Open pixelb opened 9 years ago
Comment #1 originally posted by pixelb on 2014-12-09T21:18:25.000Z:
Yes this is a good point. This probably should be an option though. Also perhaps only uid/gid should matter?
Also it would be good not to rely on md5sum_approx which is currently optional, I.E. also augment the other parts of findup that just use find(1).
thanks!
Comment #2 originally posted by pixelb on 2014-12-09T21:20:07.000Z:
Actually it kind of already is an option, as you can specify a user id filter to find, which would probably handle most cases for non root runs at least
Comment #3 originally posted by pixelb on 2014-12-10T04:51:14.000Z:
As background, the use case that prompted this involves backing up (most of) an entire hard-drive using a variant of:
http://www.mikerubel.org/computers/rsync_snapshots/ http://www.pointsoftware.ch/en/howto-local-and-remote-snapshot-backup-using-rsync-with-hard-links/
Once the initial rsync (as root) is complete I'd like to be able to de-dupe the backup, which does contain files which are identical apart from ownership/permissions. These I need to treat as different files, and not hardlink them lest I wind up with root-owned files where they don't belong in the snapshot image.
I'll have a second look to see if a similar short-circuit is possible elsewhere. Not sure this should be a command-line option though; I'd consider having ownership/permissions changes as part of a scan & hardlink to be a BadThing(tm).
Thanks!
Original issue 99 created by pixelb on 2014-12-09T20:44:57.000Z:
fslint: Handle identical files with differing UID/GID/permissions.
This commit slightly modifies the logic in 'findup' and 'md5sum_approx' to handle instances where identical files with different ownership and/or permissions were being hardlinked with surprising results. Files will now only be hardlinked if their MD5 and SHA1 sums match and they have the exact same UID/GID/permissions.
This was an issue when using fslint to help dedupe a backup disk that included development toolchains which were installed both as root:root in /opt as well as user:group in /home/user.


* _Exercise description_: Scan the records for lines with the string "annotation". Say how many there are, and add nothing.

━━━━━ Dataset extract

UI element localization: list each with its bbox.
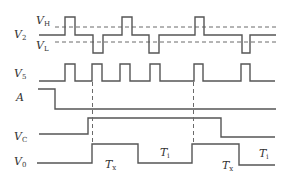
v0-label: V0 (14, 155, 26, 169)
vc-label: VC (14, 130, 27, 144)
a-waveform (38, 89, 276, 109)
v5-label: V5 (14, 67, 26, 81)
timing-diagram: V2 VH VL V5 A VC V0 Tx Ti Tx Ti (0, 0, 291, 180)
vl-label: VL (36, 39, 49, 53)
ti-label-2: Ti (259, 147, 269, 161)
vh-label: VH (36, 14, 50, 28)
v5-waveform (39, 64, 275, 81)
ti-label-1: Ti (160, 146, 170, 160)
v0-waveform (37, 144, 275, 165)
tx-label-2: Tx (222, 159, 233, 173)
vc-waveform (39, 118, 275, 137)
v2-label: V2 (14, 28, 26, 42)
a-label: A (15, 91, 24, 104)
v2-waveform (39, 17, 276, 53)
tx-label-1: Tx (105, 158, 116, 172)
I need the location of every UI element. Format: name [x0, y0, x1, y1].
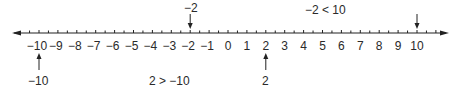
inequality-top-right: −2 < 10 [305, 4, 346, 16]
tick-label: 0 [225, 40, 232, 52]
marker-label-neg10: −10 [28, 75, 48, 87]
tick-label: −10 [27, 40, 47, 52]
tick-label: −5 [125, 40, 139, 52]
marker-label-neg2: −2 [184, 2, 198, 14]
tick-label: −7 [87, 40, 101, 52]
tick-label: 6 [338, 40, 345, 52]
tick-label: −2 [181, 40, 195, 52]
tick-label: 10 [410, 40, 423, 52]
marker-label-2: 2 [262, 75, 269, 87]
inequality-bottom-middle: 2 > −10 [149, 75, 190, 87]
number-line-axis [12, 30, 449, 36]
tick-label: 2 [262, 40, 269, 52]
tick-label: −4 [144, 40, 158, 52]
tick-label: −3 [162, 40, 176, 52]
tick-label: 5 [319, 40, 326, 52]
tick-label: −9 [49, 40, 63, 52]
tick-label: −6 [106, 40, 120, 52]
tick-label: 4 [300, 40, 307, 52]
tick-label: 3 [281, 40, 288, 52]
tick-label: −8 [68, 40, 82, 52]
tick-label: 8 [376, 40, 383, 52]
tick-label: −1 [200, 40, 214, 52]
tick-label: 7 [357, 40, 364, 52]
tick-label: 1 [244, 40, 251, 52]
tick-label: 9 [395, 40, 402, 52]
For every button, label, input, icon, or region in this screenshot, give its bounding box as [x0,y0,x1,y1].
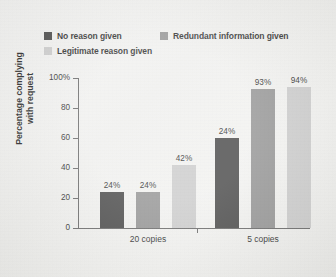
bar-20copies-no-reason-given: 24% [100,192,124,228]
bar-5copies-legitimate-reason-given: 94% [287,87,311,228]
legend-label-redundant-information-given: Redundant information given [173,31,288,41]
y-tick-label-80: 80 [61,103,70,112]
y-tick-label-20: 20 [61,193,70,202]
y-tick-0: 0 [73,228,78,229]
bar-value-5copies-legitimate-reason-given: 94% [291,76,307,85]
legend-item-no-reason-given: No reason given [44,31,122,41]
bar-value-5copies-redundant-information-given: 93% [255,78,271,87]
legend-swatch-legitimate-reason-given [44,47,52,55]
chart-figure: No reason given Redundant information gi… [0,0,336,277]
bar-value-20copies-legitimate-reason-given: 42% [176,154,192,163]
y-axis-title-line-1: Percentage complying [14,29,25,169]
plot-area: 100% 80 60 40 20 0 24% 24% 42% 20 copies [78,78,310,228]
y-axis-title: Percentage complying with request [14,29,35,169]
y-tick-40: 40 [73,168,78,169]
x-group-separator-tick [197,228,198,233]
y-axis-title-line-2: with request [24,29,35,169]
bar-5copies-no-reason-given: 24% [215,138,239,228]
bar-5copies-redundant-information-given: 93% [251,89,275,228]
y-tick-60: 60 [73,138,78,139]
y-axis-spine [78,78,79,228]
legend-label-legitimate-reason-given: Legitimate reason given [57,46,152,56]
chart-legend: No reason given Redundant information gi… [44,31,328,65]
y-tick-80: 80 [73,108,78,109]
y-tick-100: 100% [73,78,78,79]
x-category-label-5-copies: 5 copies [247,234,279,244]
y-tick-label-0: 0 [65,223,70,232]
y-tick-label-100: 100% [49,73,70,82]
y-tick-label-40: 40 [61,163,70,172]
bar-value-20copies-redundant-information-given: 24% [140,181,156,190]
x-axis-spine [78,228,310,229]
y-tick-20: 20 [73,198,78,199]
bar-value-20copies-no-reason-given: 24% [104,181,120,190]
bar-20copies-redundant-information-given: 24% [136,192,160,228]
bar-value-5copies-no-reason-given: 24% [219,127,235,136]
bar-20copies-legitimate-reason-given: 42% [172,165,196,228]
legend-label-no-reason-given: No reason given [57,31,122,41]
legend-item-redundant-information-given: Redundant information given [160,31,288,41]
x-category-label-20-copies: 20 copies [130,234,166,244]
y-tick-label-60: 60 [61,133,70,142]
legend-swatch-no-reason-given [44,32,52,40]
legend-swatch-redundant-information-given [160,32,168,40]
legend-item-legitimate-reason-given: Legitimate reason given [44,46,152,56]
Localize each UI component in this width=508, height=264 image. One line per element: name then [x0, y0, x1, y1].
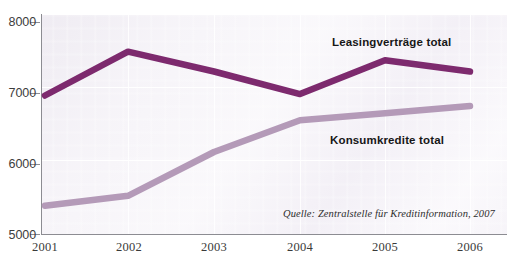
gridline-2006 [470, 14, 471, 234]
x-axis-line [41, 234, 507, 235]
x-axis-label-2006: 2006 [440, 240, 500, 255]
gridline-7000 [41, 87, 507, 88]
gridline-8000 [41, 14, 507, 15]
x-axis-label-2004: 2004 [270, 240, 330, 255]
y-axis-label-6000: 6000 [0, 157, 36, 171]
series-annotation-leasingvertraege: Leasingverträge total [332, 36, 451, 48]
gridline-6000 [41, 160, 507, 161]
x-axis-label-2001: 2001 [15, 240, 75, 255]
series-annotation-konsumkredite: Konsumkredite total [330, 134, 444, 146]
gridline-2004 [300, 14, 301, 234]
y-axis-label-8000: 8000 [0, 15, 36, 29]
x-axis-label-2005: 2005 [355, 240, 415, 255]
gridline-2002 [128, 14, 129, 234]
y-axis-line [41, 14, 42, 235]
line-chart: 8000 7000 6000 5000 2001 2002 2003 2004 … [0, 0, 508, 264]
source-note: Quelle: Zentralstelle für Kreditinformat… [283, 208, 495, 219]
gridline-2003 [214, 14, 215, 234]
x-axis-label-2002: 2002 [99, 240, 159, 255]
x-axis-label-2003: 2003 [184, 240, 244, 255]
y-axis-label-7000: 7000 [0, 86, 36, 100]
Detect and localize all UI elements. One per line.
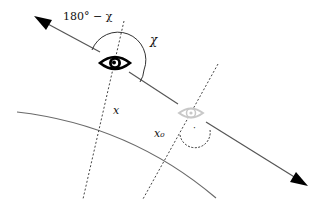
eye-icon bbox=[100, 57, 130, 69]
line-of-sight-upper bbox=[46, 23, 100, 52]
surface-curve bbox=[17, 112, 216, 198]
arrowhead-left-icon bbox=[34, 16, 52, 30]
eye-icon-faded bbox=[179, 109, 203, 118]
diagram-canvas: · 180° − χ χ x x₀ bbox=[0, 0, 325, 207]
label-x: x bbox=[113, 104, 120, 117]
line-of-sight-lower bbox=[206, 122, 296, 178]
label-chi: χ bbox=[149, 33, 158, 47]
label-supplement-angle: 180° − χ bbox=[63, 10, 113, 23]
line-of-sight-middle bbox=[129, 72, 178, 104]
arrowhead-right-icon bbox=[290, 172, 308, 186]
right-angle-dot: · bbox=[193, 123, 196, 133]
label-x0: x₀ bbox=[154, 127, 165, 140]
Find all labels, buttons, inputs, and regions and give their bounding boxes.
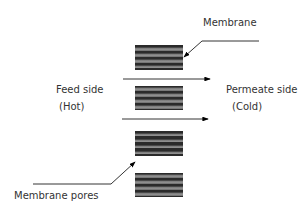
membrane-callout-arrow [184,41,259,57]
membrane-block-3 [135,131,183,156]
feed-side-label: Feed side [56,84,104,95]
permeate-temp-label: (Cold) [232,101,262,112]
membrane-label: Membrane [203,17,257,28]
membrane-pores-label: Membrane pores [14,190,99,201]
pores-callout-arrow [33,162,135,184]
membrane-block-4 [135,173,183,197]
feed-temp-label: (Hot) [59,101,84,112]
membrane-block-2 [135,86,183,110]
membrane-block-1 [135,45,183,70]
permeate-side-label: Permeate side [226,84,298,95]
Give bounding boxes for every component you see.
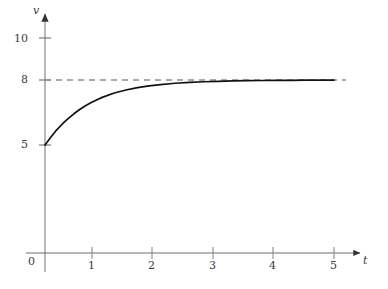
x-tick-label-1: 1: [88, 260, 95, 271]
x-tick-label-3: 3: [209, 260, 216, 271]
x-tick-label-2: 2: [148, 260, 155, 271]
y-axis-label: v: [33, 5, 39, 16]
data-curve-line: [45, 80, 334, 145]
x-tick-label-0: 0: [28, 256, 35, 267]
x-axis-label: t: [363, 255, 367, 266]
y-tick-label-5: 5: [21, 139, 28, 150]
x-tick-label-5: 5: [330, 260, 337, 271]
y-tick-label-8: 8: [21, 74, 28, 85]
y-tick-label-10: 10: [14, 33, 28, 44]
chart-figure: 10 8 5 0 1 2 3 4 5 v t: [0, 0, 388, 289]
x-tick-label-4: 4: [269, 260, 276, 271]
plot-area: [0, 0, 388, 289]
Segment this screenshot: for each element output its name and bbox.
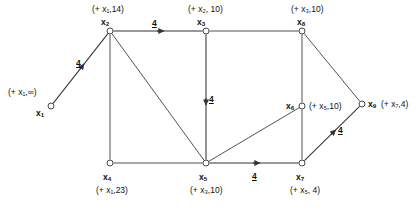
node-name-x7: x7 bbox=[296, 173, 304, 182]
node-label-x7: (+ x₅, 4) bbox=[290, 186, 320, 195]
node-label-x1: (+ x₁,∞) bbox=[8, 88, 37, 97]
node-x9[interactable] bbox=[359, 101, 365, 107]
arrowhead-x7-x9 bbox=[331, 130, 336, 135]
node-name-x6: x6 bbox=[286, 102, 294, 111]
node-name-x5: x5 bbox=[199, 173, 207, 182]
node-x8[interactable] bbox=[299, 28, 305, 34]
node-x2[interactable] bbox=[107, 28, 113, 34]
edge-x5-x6 bbox=[209, 108, 299, 162]
node-name-x3: x3 bbox=[197, 18, 205, 27]
node-name-x9: x9 bbox=[368, 100, 376, 109]
node-name-x8: x8 bbox=[297, 18, 305, 27]
node-label-x4: (+ x₁,23) bbox=[96, 186, 128, 195]
node-label-x9: (+ x₇,4) bbox=[381, 100, 408, 109]
edge-weight-x7-x9: 4 bbox=[338, 126, 343, 135]
node-name-x2: x2 bbox=[101, 18, 109, 27]
node-label-x5: (+ x₃,10) bbox=[190, 186, 223, 195]
edge-weight-x1-x2: 4 bbox=[76, 59, 81, 68]
edge-x8-x9 bbox=[304, 34, 360, 102]
node-x3[interactable] bbox=[203, 28, 209, 34]
node-name-x1: x1 bbox=[36, 109, 44, 118]
edge-weight-x3-x5: 4 bbox=[209, 95, 214, 104]
node-x6[interactable] bbox=[299, 103, 305, 109]
node-x5[interactable] bbox=[203, 160, 209, 166]
node-x1[interactable] bbox=[48, 103, 54, 109]
node-label-x3: (+ x₂, 10) bbox=[188, 5, 223, 14]
node-label-x2: (+ x₁,14) bbox=[92, 5, 124, 14]
node-label-x8: (+ x₃,10) bbox=[291, 5, 324, 14]
edge-layer bbox=[53, 31, 360, 163]
edge-x2-x5 bbox=[112, 34, 204, 161]
figure-canvas: 44444x1(+ x₁,∞)x2(+ x₁,14)x3(+ x₂, 10)x8… bbox=[0, 0, 420, 218]
node-x7[interactable] bbox=[299, 160, 305, 166]
edge-weight-x2-x3: 4 bbox=[152, 19, 157, 28]
node-name-x4: x4 bbox=[103, 173, 111, 182]
edge-weight-x5-x7: 4 bbox=[252, 172, 257, 181]
node-label-x6: (+ x₅,10) bbox=[309, 102, 341, 111]
node-x4[interactable] bbox=[107, 160, 113, 166]
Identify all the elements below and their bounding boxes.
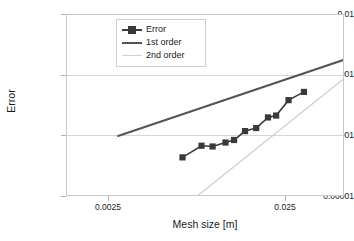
error-data-point bbox=[231, 137, 237, 143]
error-data-point bbox=[179, 154, 185, 160]
legend-item-2nd-order[interactable]: 2nd order bbox=[121, 49, 201, 62]
error-data-point bbox=[285, 97, 291, 103]
error-data-point bbox=[273, 112, 279, 118]
legend-label-2nd-order: 2nd order bbox=[146, 50, 185, 61]
chart-container: 0.01 0.001 0.0001 0.00001 0.0025 0.025 M… bbox=[0, 0, 354, 241]
x-tick-mark-0 bbox=[108, 196, 109, 201]
error-data-point bbox=[253, 125, 259, 131]
legend-label-1st-order: 1st order bbox=[146, 37, 182, 48]
error-data-point bbox=[242, 128, 248, 134]
error-data-point bbox=[301, 89, 307, 95]
first-order-line bbox=[117, 59, 344, 136]
error-data-point bbox=[222, 139, 228, 145]
x-tick-label-0: 0.0025 bbox=[78, 203, 138, 212]
x-tick-mark-1 bbox=[285, 196, 286, 201]
x-tick-label-1: 0.025 bbox=[258, 203, 312, 212]
legend-swatch-error-icon bbox=[121, 24, 143, 35]
error-series-markers bbox=[179, 89, 307, 161]
error-data-point bbox=[265, 114, 271, 120]
legend-label-error: Error bbox=[146, 24, 166, 35]
legend-swatch-1st-order-icon bbox=[121, 37, 143, 48]
error-data-point bbox=[210, 143, 216, 149]
error-data-point bbox=[198, 143, 204, 149]
legend-item-error[interactable]: Error bbox=[121, 23, 201, 36]
x-axis-title: Mesh size [m] bbox=[66, 218, 344, 230]
second-order-line bbox=[196, 78, 344, 196]
legend: Error 1st order 2nd order bbox=[116, 19, 206, 67]
y-tick-mark-3 bbox=[61, 196, 66, 197]
second-order-line-group bbox=[196, 78, 344, 196]
first-order-line-group bbox=[117, 59, 344, 136]
error-series-group bbox=[179, 89, 307, 161]
legend-item-1st-order[interactable]: 1st order bbox=[121, 36, 201, 49]
y-axis-title: Error bbox=[5, 58, 17, 144]
legend-swatch-2nd-order-icon bbox=[121, 50, 143, 61]
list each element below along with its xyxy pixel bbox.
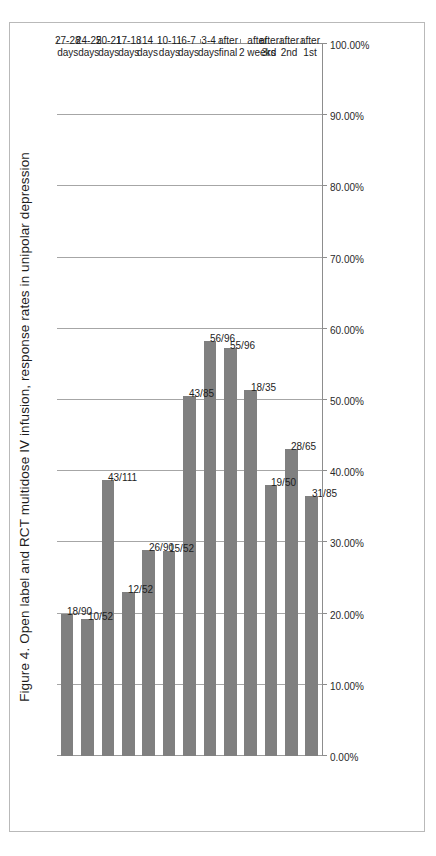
category-axis-label-text: after2nd: [279, 35, 299, 58]
chart-root: Figure 4. Open label and RCT multidose I…: [11, 24, 423, 830]
value-axis-tick: [322, 755, 327, 756]
bar[interactable]: [81, 619, 94, 756]
value-axis-label-text: 20.00%: [330, 610, 364, 621]
bar-value-label: 19/50: [271, 477, 296, 488]
value-axis-label-text: 80.00%: [330, 182, 364, 193]
value-axis-tick: [322, 684, 327, 685]
bar-slot: 15/52: [159, 44, 179, 756]
bar-value-label: 18/90: [67, 605, 92, 616]
bar-value-label: 26/90: [149, 542, 174, 553]
bar-value-label: 12/52: [128, 583, 153, 594]
bar-slot: 43/85: [179, 44, 199, 756]
category-label-line-2: 2 weeks: [239, 47, 276, 59]
value-axis-label-text: 40.00%: [330, 467, 364, 478]
bar[interactable]: [61, 614, 74, 756]
category-label-line-2: 2nd: [279, 47, 299, 59]
bar-value-label: 43/111: [108, 472, 137, 483]
bar-slot: 28/65: [281, 44, 301, 756]
value-axis-label-text: 90.00%: [330, 111, 364, 122]
value-axis-label-text: 50.00%: [330, 396, 364, 407]
value-axis-tick: [322, 185, 327, 186]
category-label-line-2: days: [198, 47, 219, 59]
bar-slot: 19/50: [261, 44, 281, 756]
category-label-line-1: after: [279, 35, 299, 47]
bar[interactable]: [122, 592, 135, 756]
category-axis-label-text: after2 weeks: [239, 35, 276, 58]
bar[interactable]: [204, 341, 217, 756]
bar-slot: 31/85: [302, 44, 322, 756]
value-axis-tick: [322, 541, 327, 542]
bar-value-label: 31/85: [312, 488, 337, 499]
category-label-line-1: after: [300, 35, 320, 47]
bar-slot: 55/96: [220, 44, 240, 756]
category-label-line-2: 1st: [300, 47, 320, 59]
bar-slot: 43/111: [98, 44, 118, 756]
value-axis-tick: [322, 399, 327, 400]
value-axis-label-text: 0.00%: [330, 752, 358, 763]
bar-value-label: 18/35: [251, 381, 276, 392]
bar[interactable]: [244, 390, 257, 756]
chart-title: Figure 4. Open label and RCT multidose I…: [17, 24, 32, 830]
category-axis-label-text: afterfinal: [218, 35, 238, 58]
value-axis-tick: [322, 257, 327, 258]
bar[interactable]: [163, 551, 176, 756]
value-axis-label-text: 10.00%: [330, 681, 364, 692]
category-label-line-1: after: [239, 35, 276, 47]
category-axis-label-text: 27-28days: [55, 35, 81, 58]
bar[interactable]: [265, 485, 278, 756]
bar-value-label: 28/65: [291, 441, 316, 452]
value-axis-tick: [322, 43, 327, 44]
bar[interactable]: [305, 496, 318, 756]
bar-slot: 56/96: [200, 44, 220, 756]
value-axis-tick: [322, 613, 327, 614]
bar-value-label: 56/96: [210, 332, 235, 343]
rotated-chart-stage: Figure 4. Open label and RCT multidose I…: [11, 24, 423, 830]
value-axis-label-text: 70.00%: [330, 254, 364, 265]
category-label-line-2: final: [218, 47, 238, 59]
value-axis-label-text: 100.00%: [330, 40, 369, 51]
value-axis-tick: [322, 328, 327, 329]
bar[interactable]: [183, 396, 196, 756]
bar[interactable]: [142, 550, 155, 756]
category-axis-label-text: 10-11days: [157, 35, 182, 58]
value-axis-label-text: 30.00%: [330, 538, 364, 549]
category-label-line-2: days: [157, 47, 182, 59]
plot-area: 31/8528/6519/5018/3555/9656/9643/8515/52…: [57, 44, 322, 756]
value-axis: [322, 44, 323, 756]
value-axis-label-text: 60.00%: [330, 325, 364, 336]
bar-slot: 18/90: [57, 44, 77, 756]
category-label-line-1: 3-4: [198, 35, 219, 47]
category-label-line-1: 27-28: [55, 35, 81, 47]
bar[interactable]: [285, 449, 298, 756]
bar-slot: 12/52: [118, 44, 138, 756]
figure-page-frame: Figure 4. Open label and RCT multidose I…: [9, 22, 425, 832]
bar-slot: 26/90: [139, 44, 159, 756]
value-axis-tick: [322, 114, 327, 115]
value-axis-tick: [322, 470, 327, 471]
bar[interactable]: [224, 348, 237, 756]
category-label-line-1: after: [218, 35, 238, 47]
bar-slot: 18/35: [240, 44, 260, 756]
bars-layer: 31/8528/6519/5018/3555/9656/9643/8515/52…: [57, 44, 322, 756]
category-label-line-1: 10-11: [157, 35, 182, 47]
category-axis-label-text: 3-4days: [198, 35, 219, 58]
category-label-line-2: days: [55, 47, 81, 59]
bar-value-label: 43/85: [189, 387, 214, 398]
category-axis-label-text: after1st: [300, 35, 320, 58]
bar-slot: 10/52: [77, 44, 97, 756]
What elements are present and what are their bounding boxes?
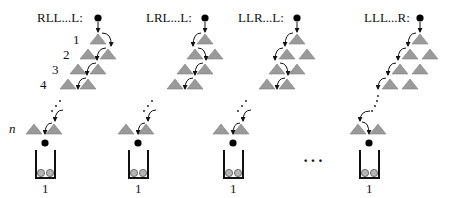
bin-count-2: 1: [135, 182, 142, 195]
bin-count-3: 1: [230, 182, 237, 195]
path-label-rll: RLL...L:: [37, 11, 83, 24]
column-lll-r: [350, 14, 438, 178]
column-llr: [213, 14, 315, 178]
galton-path-diagram: RLL...L: LRL...L: LLR...L: LLL...R: 1 2 …: [0, 0, 454, 198]
row-label-1: 1: [73, 33, 80, 46]
path-label-lll-r: LLL...R:: [364, 11, 410, 24]
path-label-llr: LLR...L:: [238, 11, 284, 24]
row-label-3: 3: [52, 63, 59, 76]
peg: [90, 34, 106, 44]
start-ball: [94, 14, 101, 21]
bin-count-1: 1: [42, 182, 49, 195]
row-label-n: n: [9, 122, 16, 135]
column-rll: [26, 14, 116, 178]
diagram-graphics: [0, 0, 454, 198]
row-label-4: 4: [40, 78, 47, 91]
row-label-2: 2: [63, 48, 70, 61]
bin: [36, 150, 55, 178]
columns-ellipsis: ···: [303, 154, 325, 167]
path-label-lrl: LRL...L:: [146, 11, 192, 24]
column-lrl: [118, 14, 223, 178]
bin-count-4: 1: [366, 182, 373, 195]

━━━━━━━━━━

* _Expected answer_: 2